Global tariffs on metals must to pre-empt China move: US

International |  IANS  | Published :

Washington   :  US Commerce Secretary Wilbur Ross on Wednesday said global tariffs on steel and aluminium were necessary to prevent China from routing those metals to the United States via other regions.

Ross made his remarks during an appearance before the Senate's Finance Committee.

He said that since the tariffs were imposed Europe, Canada and Japan had begun to take forceful action against a global steel glut driven by Chinese production, reported Efe.

President Donald Trump's administration decided in May to end a two-month exemption for the European Union, Canada and Mexico - the US's largest trading partners - from a 25 per cent tariff on steel and a 10 per cent tariff on aluminium.

Japan was hit with the tariffs in March, when Trump announced the measures, although since then Prime Minister Shinzo Abe has tried to negotiate an exemption agreement.

"Suddenly Europe is enacting safeguards against steel dumping into Europe. They didn't do much before," Ross said. "Canada is taking action. Japan for the first time has created an enforcement body ... to deal with the problem."

"While they're complaining bitterly about the tariffs, the fact is they're starting to take the kind of action which if they had taken sooner would have prevented this crisis," Ross said.

But the tariffs prompted criticism from many senators, including members of Trump's Republican party.

Orrin Hatch, a senator from Utah, slammed the Trump administration for invoking national security to justify the tariffs.

"The lessons of the steel and aluminium tariffs are clear: these tariffs do not support US national security. Instead, they harm American manufacturers, damage our economy, hurt American consumers and disrupt our relationship with our long-time allies while giving China a free pass," Hatch said.

Ross also referred to the US's longstanding concerns about China's alleged theft of American intellectual property, an accusation levelled in justifying recent separate tariffs on $50 billion worth of Chinese imports (and in threatening to target an additional $400 billion of imports from the Asian giant).

"The president feels and I agree that now is the time for action," Ross said. "And unless we make it more painful for them to continue those practices than to do otherwise, unless we put that kind of pressure on, it's unlikely we'll succeed."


> EXERCISE
Your task is to repeat the entries exactly. Leave the pictures out.

[[ LISTED ENTRIES, beginning ]]

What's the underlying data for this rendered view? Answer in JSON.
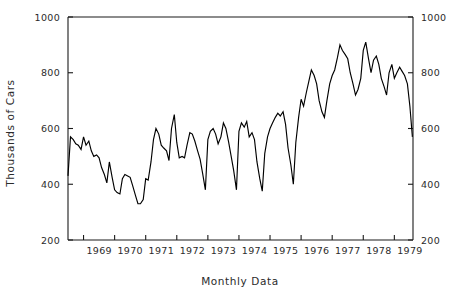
{
  "chart_data": {
    "type": "line",
    "title": "",
    "xlabel": "Monthly Data",
    "ylabel": "Thousands of Cars",
    "ylim": [
      200,
      1000
    ],
    "yticks": [
      200,
      400,
      600,
      800,
      1000
    ],
    "ytick_labels": [
      "200",
      "400",
      "600",
      "800",
      "1000"
    ],
    "ytick_labels_right": [
      "200",
      "400",
      "600",
      "800",
      "1000"
    ],
    "grid": false,
    "legend": null,
    "dual_y_axis": true,
    "xtick_labels": [
      "1969",
      "1970",
      "1971",
      "1972",
      "1973",
      "1974",
      "1975",
      "1976",
      "1977",
      "1978",
      "1979"
    ],
    "x_start": 1968.5,
    "x_end": 1979.6,
    "x_tick_values": [
      1969.0,
      1970.0,
      1971.0,
      1972.0,
      1973.0,
      1974.0,
      1975.0,
      1976.0,
      1977.0,
      1978.0,
      1979.0
    ],
    "series": [
      {
        "name": "Monthly car sales",
        "units": "thousands of cars",
        "x": [
          1968.5,
          1968.58,
          1968.67,
          1968.75,
          1968.83,
          1968.92,
          1969.0,
          1969.08,
          1969.17,
          1969.25,
          1969.33,
          1969.42,
          1969.5,
          1969.58,
          1969.67,
          1969.75,
          1969.83,
          1969.92,
          1970.0,
          1970.08,
          1970.17,
          1970.25,
          1970.33,
          1970.42,
          1970.5,
          1970.58,
          1970.67,
          1970.75,
          1970.83,
          1970.92,
          1971.0,
          1971.08,
          1971.17,
          1971.25,
          1971.33,
          1971.42,
          1971.5,
          1971.58,
          1971.67,
          1971.75,
          1971.83,
          1971.92,
          1972.0,
          1972.08,
          1972.17,
          1972.25,
          1972.33,
          1972.42,
          1972.5,
          1972.58,
          1972.67,
          1972.75,
          1972.83,
          1972.92,
          1973.0,
          1973.08,
          1973.17,
          1973.25,
          1973.33,
          1973.42,
          1973.5,
          1973.58,
          1973.67,
          1973.75,
          1973.83,
          1973.92,
          1974.0,
          1974.08,
          1974.17,
          1974.25,
          1974.33,
          1974.42,
          1974.5,
          1974.58,
          1974.67,
          1974.75,
          1974.83,
          1974.92,
          1975.0,
          1975.08,
          1975.17,
          1975.25,
          1975.33,
          1975.42,
          1975.5,
          1975.58,
          1975.67,
          1975.75,
          1975.83,
          1975.92,
          1976.0,
          1976.08,
          1976.17,
          1976.25,
          1976.33,
          1976.42,
          1976.5,
          1976.58,
          1976.67,
          1976.75,
          1976.83,
          1976.92,
          1977.0,
          1977.08,
          1977.17,
          1977.25,
          1977.33,
          1977.42,
          1977.5,
          1977.58,
          1977.67,
          1977.75,
          1977.83,
          1977.92,
          1978.0,
          1978.08,
          1978.17,
          1978.25,
          1978.33,
          1978.42,
          1978.5,
          1978.58,
          1978.67,
          1978.75,
          1978.83,
          1978.92,
          1979.0,
          1979.08,
          1979.17,
          1979.25,
          1979.33,
          1979.42,
          1979.5,
          1979.58
        ],
        "values": [
          430,
          570,
          560,
          545,
          540,
          525,
          570,
          540,
          555,
          520,
          500,
          505,
          495,
          460,
          435,
          405,
          480,
          425,
          380,
          370,
          365,
          420,
          435,
          430,
          425,
          395,
          360,
          330,
          330,
          345,
          420,
          415,
          480,
          560,
          600,
          580,
          540,
          530,
          520,
          485,
          600,
          650,
          550,
          495,
          500,
          495,
          540,
          585,
          580,
          555,
          520,
          490,
          440,
          380,
          560,
          590,
          600,
          580,
          545,
          570,
          620,
          600,
          550,
          500,
          450,
          380,
          590,
          620,
          605,
          625,
          570,
          585,
          560,
          480,
          420,
          375,
          510,
          570,
          600,
          620,
          640,
          655,
          645,
          660,
          615,
          530,
          470,
          400,
          550,
          640,
          705,
          680,
          730,
          770,
          810,
          790,
          760,
          700,
          660,
          640,
          700,
          760,
          790,
          810,
          855,
          900,
          880,
          865,
          850,
          800,
          760,
          720,
          740,
          780,
          880,
          910,
          850,
          800,
          845,
          860,
          830,
          780,
          750,
          720,
          800,
          830,
          780,
          800,
          820,
          805,
          790,
          760,
          680,
          570
        ]
      }
    ]
  },
  "axes": {
    "left_tick_labels": [
      "1000",
      "800",
      "600",
      "400",
      "200"
    ],
    "right_tick_labels": [
      "1000",
      "800",
      "600",
      "400",
      "200"
    ],
    "x_tick_labels": [
      "1969",
      "1970",
      "1971",
      "1972",
      "1973",
      "1974",
      "1975",
      "1976",
      "1977",
      "1978",
      "1979"
    ],
    "y_axis_title": "Thousands of Cars",
    "x_axis_title": "Monthly Data"
  },
  "style": {
    "line_color": "#000000",
    "axis_color": "#1a1a1a",
    "text_color": "#2b2b2b",
    "background": "#ffffff"
  }
}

[[ LISTED ENTRIES, end ]]

> EXERCISE SOLUTION
What's the underlying data for this rendered view? Answer in JSON.
{
  "chart_data": {
    "type": "line",
    "title": "",
    "xlabel": "Monthly Data",
    "ylabel": "Thousands of Cars",
    "ylim": [
      200,
      1000
    ],
    "yticks": [
      200,
      400,
      600,
      800,
      1000
    ],
    "ytick_labels": [
      "200",
      "400",
      "600",
      "800",
      "1000"
    ],
    "ytick_labels_right": [
      "200",
      "400",
      "600",
      "800",
      "1000"
    ],
    "grid": false,
    "legend": null,
    "dual_y_axis": true,
    "xtick_labels": [
      "1969",
      "1970",
      "1971",
      "1972",
      "1973",
      "1974",
      "1975",
      "1976",
      "1977",
      "1978",
      "1979"
    ],
    "x_start": 1968.5,
    "x_end": 1979.6,
    "x_tick_values": [
      1969.0,
      1970.0,
      1971.0,
      1972.0,
      1973.0,
      1974.0,
      1975.0,
      1976.0,
      1977.0,
      1978.0,
      1979.0
    ],
    "series": [
      {
        "name": "Monthly car sales",
        "units": "thousands of cars",
        "x": [
          1968.5,
          1968.58,
          1968.67,
          1968.75,
          1968.83,
          1968.92,
          1969.0,
          1969.08,
          1969.17,
          1969.25,
          1969.33,
          1969.42,
          1969.5,
          1969.58,
          1969.67,
          1969.75,
          1969.83,
          1969.92,
          1970.0,
          1970.08,
          1970.17,
          1970.25,
          1970.33,
          1970.42,
          1970.5,
          1970.58,
          1970.67,
          1970.75,
          1970.83,
          1970.92,
          1971.0,
          1971.08,
          1971.17,
          1971.25,
          1971.33,
          1971.42,
          1971.5,
          1971.58,
          1971.67,
          1971.75,
          1971.83,
          1971.92,
          1972.0,
          1972.08,
          1972.17,
          1972.25,
          1972.33,
          1972.42,
          1972.5,
          1972.58,
          1972.67,
          1972.75,
          1972.83,
          1972.92,
          1973.0,
          1973.08,
          1973.17,
          1973.25,
          1973.33,
          1973.42,
          1973.5,
          1973.58,
          1973.67,
          1973.75,
          1973.83,
          1973.92,
          1974.0,
          1974.08,
          1974.17,
          1974.25,
          1974.33,
          1974.42,
          1974.5,
          1974.58,
          1974.67,
          1974.75,
          1974.83,
          1974.92,
          1975.0,
          1975.08,
          1975.17,
          1975.25,
          1975.33,
          1975.42,
          1975.5,
          1975.58,
          1975.67,
          1975.75,
          1975.83,
          1975.92,
          1976.0,
          1976.08,
          1976.17,
          1976.25,
          1976.33,
          1976.42,
          1976.5,
          1976.58,
          1976.67,
          1976.75,
          1976.83,
          1976.92,
          1977.0,
          1977.08,
          1977.17,
          1977.25,
          1977.33,
          1977.42,
          1977.5,
          1977.58,
          1977.67,
          1977.75,
          1977.83,
          1977.92,
          1978.0,
          1978.08,
          1978.17,
          1978.25,
          1978.33,
          1978.42,
          1978.5,
          1978.58,
          1978.67,
          1978.75,
          1978.83,
          1978.92,
          1979.0,
          1979.08,
          1979.17,
          1979.25,
          1979.33,
          1979.42,
          1979.5,
          1979.58
        ],
        "values": [
          430,
          570,
          560,
          545,
          540,
          525,
          570,
          540,
          555,
          520,
          500,
          505,
          495,
          460,
          435,
          405,
          480,
          425,
          380,
          370,
          365,
          420,
          435,
          430,
          425,
          395,
          360,
          330,
          330,
          345,
          420,
          415,
          480,
          560,
          600,
          580,
          540,
          530,
          520,
          485,
          600,
          650,
          550,
          495,
          500,
          495,
          540,
          585,
          580,
          555,
          520,
          490,
          440,
          380,
          560,
          590,
          600,
          580,
          545,
          570,
          620,
          600,
          550,
          500,
          450,
          380,
          590,
          620,
          605,
          625,
          570,
          585,
          560,
          480,
          420,
          375,
          510,
          570,
          600,
          620,
          640,
          655,
          645,
          660,
          615,
          530,
          470,
          400,
          550,
          640,
          705,
          680,
          730,
          770,
          810,
          790,
          760,
          700,
          660,
          640,
          700,
          760,
          790,
          810,
          855,
          900,
          880,
          865,
          850,
          800,
          760,
          720,
          740,
          780,
          880,
          910,
          850,
          800,
          845,
          860,
          830,
          780,
          750,
          720,
          800,
          830,
          780,
          800,
          820,
          805,
          790,
          760,
          680,
          570
        ]
      }
    ]
  },
  "axes": {
    "left_tick_labels": [
      "1000",
      "800",
      "600",
      "400",
      "200"
    ],
    "right_tick_labels": [
      "1000",
      "800",
      "600",
      "400",
      "200"
    ],
    "x_tick_labels": [
      "1969",
      "1970",
      "1971",
      "1972",
      "1973",
      "1974",
      "1975",
      "1976",
      "1977",
      "1978",
      "1979"
    ],
    "y_axis_title": "Thousands of Cars",
    "x_axis_title": "Monthly Data"
  },
  "style": {
    "line_color": "#000000",
    "axis_color": "#1a1a1a",
    "text_color": "#2b2b2b",
    "background": "#ffffff"
  }
}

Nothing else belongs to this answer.